Edmonton Journal

Conviction ‘a weight off my shoulders’

Victim’s family applauds verdict in 2006 Whyte Avenue slaying

- RYAN CORMIER rcormier@edmontonjo­urnal.com

After a seven-year stretch of sleepless nights waiting for a conviction in the 2006 Whyte Avenue stabbing death of Dylan McGillis, his family erupted with relief and joy in court Friday morning.

When Cleophas Decoine-Zuniga was found guilty of manslaught­er, two dozen of McGillis’s family and friends burst into applause. Outside court, they wept, hugged and laughed all at the same time.

“It was like a weight coming off my shoulders,” said Marlene Beres, McGillis’s mother, as she was surrounded by family clad in T-shirts with a smiling picture of McGillis. “I’m happy, but it’s bitterswee­t happiness. It’s a good day. It’s a very good day.”

Decoine-Zuniga wa s charged in June 2011, more than five years after McGillis was fatally stabbed in front of numerous witnesses. Those years were the darkest for Beres because she had no one to blame for her son’s death, she said, no accused to direct her grief and anger toward. It was like screaming at a blank wall. At times, she feared the case would remain unsolved.

Still, the McGillis family worked tirelessly to find informatio­n before Decoine-Zuniga was charged. They put up hundreds of posters, created a website to chronicle the case, often spoke to media and investigat­ors and travelled the highway from their Lloydminst­er home countless times.

“You do it for your child, for Dylan,” Beres said. “Anyone will do whatever they have to for their child.”

Now, after a month of living in an Edmonton hotel while attending Decoine-Zuniga’s trial, McGillis’s family will go home to Lloydminst­er with a sense of justice.

In the prisoner’s box, 26-year-old Decoine-Zuniga nodded as Court of Queen’s Bench Justice John Gill told court he didn’t believe his evidence and concluded that he’d stomped McGillis, 20, as a friend stabbed him in the midsection.

Decoine-Zuniga fled while McGillis’s friends covered him with coats as he lay bleeding and shivering on the sidewalk. McGillis died in the early hours of Nov. 19, 2006, as a result of the brawl between his friends and Decoine-Zuniga’s.

It was supposed to be a celebrator­y time for the young man from Lloydminst­er who had just learned his girlfriend was pregnant.

Gill said “nothing in the evidence raises a reasonable doubt” that Decoine-Zuniga had truthfully admitted his crime to undercover officers, then lied when he testified that confession was false.

Gill found that Decoine-Zuniga was so eager to join the criminal gang that undercover officers pretended to recruit him into that he wouldn’t have lied when they asked him to admit crimes to gain trust.

“The accused knew it would be totally counterpro­ductive to lie,” Gill said as he read his decision. “Mr. Decoine-Zuniga was very happy in the organizati­on and believed he was doing well.”

In an Edson hotel room with officers in April 2011, Decoine-Zuniga shared what he called his “top, top secret.”

“Like, between us, the toppest for me would be murder. I can’t even remember his name. That kid who died four years ago. That was me and my buddy who did that,” he told officers in a taped conversati­on played in court.

“I don’t even remember clearly what happened, all I remember is him hitting one of my friends.

“And I just ran in there, started beating him, and my buddy gutted him. And then I just kept stomping him, you know, while he got stabbed.”

In testimony, Decoine-Zuniga admitted he was involved in the melee, but claimed he hadn’t touched McGillis or witnessed the stabbing.

Decoine-Zuniga is the only person ever charged in McGillis’s death.

A sentencing date has not yet been scheduled.

 ?? GREG SOUTHAM/EDMONTON JOURNAL ?? Marlene Beres and her son Tim McGillis celebrate Cleophas Decoine-Zuniga’s manslaught­er conviction on Friday.
GREG SOUTHAM/EDMONTON JOURNAL Marlene Beres and her son Tim McGillis celebrate Cleophas Decoine-Zuniga’s manslaught­er conviction on Friday.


▶ _Task description_:
Copy the records below exactly as they stand. Leave out the pictures.

*** Available records Section Begins ***

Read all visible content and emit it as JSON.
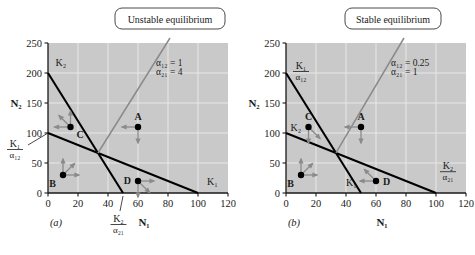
{
  "figure": {
    "background": "#ffffff",
    "plot_bg": "#c9c9c9",
    "grid_color": "#e8e8e8",
    "line_color": "#000000",
    "arrow_color": "#8a8a8a",
    "leader_color": "#8a8a8a"
  },
  "panels": [
    {
      "id": "a",
      "caption": "(a)",
      "callout": "Unstable equilibrium",
      "params": {
        "alpha12": "α₁₂ = 1",
        "alpha21": "α₂₁ = 4"
      },
      "axes": {
        "xlabel": "N₁",
        "ylabel": "N₂",
        "xticks": [
          "0",
          "20",
          "40",
          "60",
          "80",
          "100",
          "120"
        ],
        "yticks": [
          "0",
          "50",
          "100",
          "150",
          "200",
          "250"
        ],
        "xlim": [
          0,
          120
        ],
        "ylim": [
          0,
          250
        ]
      },
      "axis_annotations": [
        {
          "name": "k1-over-a12",
          "num": "K₁",
          "den": "α₁₂",
          "value": 100,
          "axis": "y"
        },
        {
          "name": "k2-over-a21",
          "num": "K₂",
          "den": "α₂₁",
          "value": 50,
          "axis": "x"
        }
      ],
      "curve_labels": [
        {
          "name": "k2-label",
          "text": "K₂",
          "x": 5,
          "y": 212
        },
        {
          "name": "k1-label",
          "text": "K₁",
          "x": 106,
          "y": 14
        }
      ],
      "isoclines": [
        {
          "name": "species1-isocline",
          "label": "K₁",
          "from": [
            0,
            100
          ],
          "to": [
            100,
            0
          ]
        },
        {
          "name": "species2-isocline",
          "label": "K₂",
          "from": [
            0,
            200
          ],
          "to": [
            50,
            0
          ]
        }
      ],
      "equilibrium": {
        "x": 33.3,
        "y": 66.7,
        "type": "unstable"
      },
      "points": [
        {
          "label": "A",
          "x": 60,
          "y": 110,
          "label_pos": "above"
        },
        {
          "label": "B",
          "x": 10,
          "y": 30,
          "label_pos": "below-left"
        },
        {
          "label": "C",
          "x": 15,
          "y": 110,
          "label_pos": "below-right"
        },
        {
          "label": "D",
          "x": 60,
          "y": 20,
          "label_pos": "left"
        }
      ],
      "vectors": [
        {
          "point": "A",
          "dirs": [
            "left",
            "down"
          ]
        },
        {
          "point": "B",
          "dirs": [
            "up",
            "up-right",
            "right"
          ]
        },
        {
          "point": "C",
          "dirs": [
            "left",
            "up-left",
            "up"
          ]
        },
        {
          "point": "D",
          "dirs": [
            "down",
            "right",
            "down-right"
          ]
        }
      ]
    },
    {
      "id": "b",
      "caption": "(b)",
      "callout": "Stable equilibrium",
      "params": {
        "alpha12": "α₁₂ = 0.25",
        "alpha21": "α₂₁ = 1"
      },
      "axes": {
        "xlabel": "N₁",
        "ylabel": "N₂",
        "xticks": [
          "0",
          "20",
          "40",
          "60",
          "80",
          "100",
          "120"
        ],
        "yticks": [
          "0",
          "50",
          "100",
          "150",
          "200",
          "250"
        ],
        "xlim": [
          0,
          120
        ],
        "ylim": [
          0,
          250
        ]
      },
      "axis_annotations": [
        {
          "name": "k1-over-a12",
          "num": "K₁",
          "den": "α₁₂",
          "value": 200,
          "axis": "y"
        },
        {
          "name": "k2-over-a21",
          "num": "K₂",
          "den": "α₂₁",
          "value": 100,
          "axis": "x"
        }
      ],
      "curve_labels": [
        {
          "name": "k2-label",
          "text": "K₂",
          "x": 3,
          "y": 103
        },
        {
          "name": "k1-label",
          "text": "K₁",
          "x": 40,
          "y": 12
        }
      ],
      "isoclines": [
        {
          "name": "species1-isocline",
          "label": "K₁",
          "from": [
            0,
            200
          ],
          "to": [
            50,
            0
          ]
        },
        {
          "name": "species2-isocline",
          "label": "K₂",
          "from": [
            0,
            100
          ],
          "to": [
            100,
            0
          ]
        }
      ],
      "equilibrium": {
        "x": 33.3,
        "y": 66.7,
        "type": "stable"
      },
      "points": [
        {
          "label": "A",
          "x": 50,
          "y": 110,
          "label_pos": "above"
        },
        {
          "label": "B",
          "x": 10,
          "y": 30,
          "label_pos": "below-left"
        },
        {
          "label": "C",
          "x": 15,
          "y": 110,
          "label_pos": "above"
        },
        {
          "label": "D",
          "x": 60,
          "y": 20,
          "label_pos": "right"
        }
      ],
      "vectors": [
        {
          "point": "A",
          "dirs": [
            "left",
            "down"
          ]
        },
        {
          "point": "B",
          "dirs": [
            "up",
            "up-right",
            "right"
          ]
        },
        {
          "point": "C",
          "dirs": [
            "down",
            "down-right"
          ]
        },
        {
          "point": "D",
          "dirs": [
            "up-left",
            "left"
          ]
        }
      ]
    }
  ],
  "chart_data": {
    "type": "line",
    "xlabel": "N1",
    "ylabel": "N2",
    "xlim": [
      0,
      120
    ],
    "ylim": [
      0,
      250
    ],
    "xticks": [
      0,
      20,
      40,
      60,
      80,
      100,
      120
    ],
    "yticks": [
      0,
      50,
      100,
      150,
      200,
      250
    ],
    "grid": true,
    "legend": "none",
    "panels": [
      {
        "panel": "a",
        "annotation": "Unstable equilibrium",
        "alpha12": 1,
        "alpha21": 4,
        "series": [
          {
            "name": "K1 isocline (species 1)",
            "x": [
              0,
              100
            ],
            "values": [
              100,
              0
            ]
          },
          {
            "name": "K2 isocline (species 2)",
            "x": [
              0,
              50
            ],
            "values": [
              200,
              0
            ]
          }
        ],
        "equilibrium_point": {
          "x": 33.3,
          "y": 66.7
        },
        "points": [
          {
            "name": "A",
            "x": 60,
            "y": 110
          },
          {
            "name": "B",
            "x": 10,
            "y": 30
          },
          {
            "name": "C",
            "x": 15,
            "y": 110
          },
          {
            "name": "D",
            "x": 60,
            "y": 20
          }
        ]
      },
      {
        "panel": "b",
        "annotation": "Stable equilibrium",
        "alpha12": 0.25,
        "alpha21": 1,
        "series": [
          {
            "name": "K1/a12 isocline (species 1)",
            "x": [
              0,
              50
            ],
            "values": [
              200,
              0
            ]
          },
          {
            "name": "K2 isocline (species 2)",
            "x": [
              0,
              100
            ],
            "values": [
              100,
              0
            ]
          }
        ],
        "equilibrium_point": {
          "x": 33.3,
          "y": 66.7
        },
        "points": [
          {
            "name": "A",
            "x": 50,
            "y": 110
          },
          {
            "name": "B",
            "x": 10,
            "y": 30
          },
          {
            "name": "C",
            "x": 15,
            "y": 110
          },
          {
            "name": "D",
            "x": 60,
            "y": 20
          }
        ]
      }
    ]
  }
}
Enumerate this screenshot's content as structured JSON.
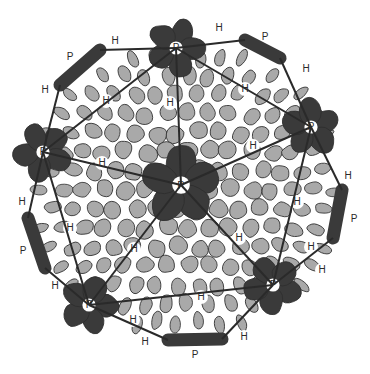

*** Available records Section Ends ***

▶ _Exercise response_:
Read all visible content and emit it as JSON.
{
  "figure": {
    "background": "#ffffff",
    "plot_bg": "#c9c9c9",
    "grid_color": "#e8e8e8",
    "line_color": "#000000",
    "arrow_color": "#8a8a8a",
    "leader_color": "#8a8a8a"
  },
  "panels": [
    {
      "id": "a",
      "caption": "(a)",
      "callout": "Unstable equilibrium",
      "params": {
        "alpha12": "α₁₂ = 1",
        "alpha21": "α₂₁ = 4"
      },
      "axes": {
        "xlabel": "N₁",
        "ylabel": "N₂",
        "xticks": [
          "0",
          "20",
          "40",
          "60",
          "80",
          "100",
          "120"
        ],
        "yticks": [
          "0",
          "50",
          "100",
          "150",
          "200",
          "250"
        ],
        "xlim": [
          0,
          120
        ],
        "ylim": [
          0,
          250
        ]
      },
      "axis_annotations": [
        {
          "name": "k1-over-a12",
          "num": "K₁",
          "den": "α₁₂",
          "value": 100,
          "axis": "y"
        },
        {
          "name": "k2-over-a21",
          "num": "K₂",
          "den": "α₂₁",
          "value": 50,
          "axis": "x"
        }
      ],
      "curve_labels": [
        {
          "name": "k2-label",
          "text": "K₂",
          "x": 5,
          "y": 212
        },
        {
          "name": "k1-label",
          "text": "K₁",
          "x": 106,
          "y": 14
        }
      ],
      "isoclines": [
        {
          "name": "species1-isocline",
          "label": "K₁",
          "from": [
            0,
            100
          ],
          "to": [
            100,
            0
          ]
        },
        {
          "name": "species2-isocline",
          "label": "K₂",
          "from": [
            0,
            200
          ],
          "to": [
            50,
            0
          ]
        }
      ],
      "equilibrium": {
        "x": 33.3,
        "y": 66.7,
        "type": "unstable"
      },
      "points": [
        {
          "label": "A",
          "x": 60,
          "y": 110,
          "label_pos": "above"
        },
        {
          "label": "B",
          "x": 10,
          "y": 30,
          "label_pos": "below-left"
        },
        {
          "label": "C",
          "x": 15,
          "y": 110,
          "label_pos": "below-right"
        },
        {
          "label": "D",
          "x": 60,
          "y": 20,
          "label_pos": "left"
        }
      ],
      "vectors": [
        {
          "point": "A",
          "dirs": [
            "left",
            "down"
          ]
        },
        {
          "point": "B",
          "dirs": [
            "up",
            "up-right",
            "right"
          ]
        },
        {
          "point": "C",
          "dirs": [
            "left",
            "up-left",
            "up"
          ]
        },
        {
          "point": "D",
          "dirs": [
            "down",
            "right",
            "down-right"
          ]
        }
      ]
    },
    {
      "id": "b",
      "caption": "(b)",
      "callout": "Stable equilibrium",
      "params": {
        "alpha12": "α₁₂ = 0.25",
        "alpha21": "α₂₁ = 1"
      },
      "axes": {
        "xlabel": "N₁",
        "ylabel": "N₂",
        "xticks": [
          "0",
          "20",
          "40",
          "60",
          "80",
          "100",
          "120"
        ],
        "yticks": [
          "0",
          "50",
          "100",
          "150",
          "200",
          "250"
        ],
        "xlim": [
          0,
          120
        ],
        "ylim": [
          0,
          250
        ]
      },
      "axis_annotations": [
        {
          "name": "k1-over-a12",
          "num": "K₁",
          "den": "α₁₂",
          "value": 200,
          "axis": "y"
        },
        {
          "name": "k2-over-a21",
          "num": "K₂",
          "den": "α₂₁",
          "value": 100,
          "axis": "x"
        }
      ],
      "curve_labels": [
        {
          "name": "k2-label",
          "text": "K₂",
          "x": 3,
          "y": 103
        },
        {
          "name": "k1-label",
          "text": "K₁",
          "x": 40,
          "y": 12
        }
      ],
      "isoclines": [
        {
          "name": "species1-isocline",
          "label": "K₁",
          "from": [
            0,
            200
          ],
          "to": [
            50,
            0
          ]
        },
        {
          "name": "species2-isocline",
          "label": "K₂",
          "from": [
            0,
            100
          ],
          "to": [
            100,
            0
          ]
        }
      ],
      "equilibrium": {
        "x": 33.3,
        "y": 66.7,
        "type": "stable"
      },
      "points": [
        {
          "label": "A",
          "x": 50,
          "y": 110,
          "label_pos": "above"
        },
        {
          "label": "B",
          "x": 10,
          "y": 30,
          "label_pos": "below-left"
        },
        {
          "label": "C",
          "x": 15,
          "y": 110,
          "label_pos": "above"
        },
        {
          "label": "D",
          "x": 60,
          "y": 20,
          "label_pos": "right"
        }
      ],
      "vectors": [
        {
          "point": "A",
          "dirs": [
            "left",
            "down"
          ]
        },
        {
          "point": "B",
          "dirs": [
            "up",
            "up-right",
            "right"
          ]
        },
        {
          "point": "C",
          "dirs": [
            "down",
            "down-right"
          ]
        },
        {
          "point": "D",
          "dirs": [
            "up-left",
            "left"
          ]
        }
      ]
    }
  ],
  "chart_data": {
    "type": "line",
    "xlabel": "N1",
    "ylabel": "N2",
    "xlim": [
      0,
      120
    ],
    "ylim": [
      0,
      250
    ],
    "xticks": [
      0,
      20,
      40,
      60,
      80,
      100,
      120
    ],
    "yticks": [
      0,
      50,
      100,
      150,
      200,
      250
    ],
    "grid": true,
    "legend": "none",
    "panels": [
      {
        "panel": "a",
        "annotation": "Unstable equilibrium",
        "alpha12": 1,
        "alpha21": 4,
        "series": [
          {
            "name": "K1 isocline (species 1)",
            "x": [
              0,
              100
            ],
            "values": [
              100,
              0
            ]
          },
          {
            "name": "K2 isocline (species 2)",
            "x": [
              0,
              50
            ],
            "values": [
              200,
              0
            ]
          }
        ],
        "equilibrium_point": {
          "x": 33.3,
          "y": 66.7
        },
        "points": [
          {
            "name": "A",
            "x": 60,
            "y": 110
          },
          {
            "name": "B",
            "x": 10,
            "y": 30
          },
          {
            "name": "C",
            "x": 15,
            "y": 110
          },
          {
            "name": "D",
            "x": 60,
            "y": 20
          }
        ]
      },
      {
        "panel": "b",
        "annotation": "Stable equilibrium",
        "alpha12": 0.25,
        "alpha21": 1,
        "series": [
          {
            "name": "K1/a12 isocline (species 1)",
            "x": [
              0,
              50
            ],
            "values": [
              200,
              0
            ]
          },
          {
            "name": "K2 isocline (species 2)",
            "x": [
              0,
              100
            ],
            "values": [
              100,
              0
            ]
          }
        ],
        "equilibrium_point": {
          "x": 33.3,
          "y": 66.7
        },
        "points": [
          {
            "name": "A",
            "x": 50,
            "y": 110
          },
          {
            "name": "B",
            "x": 10,
            "y": 30
          },
          {
            "name": "C",
            "x": 15,
            "y": 110
          },
          {
            "name": "D",
            "x": 60,
            "y": 20
          }
        ]
      }
    ]
  }
}
Enumerate this screenshot's content as structured JSON.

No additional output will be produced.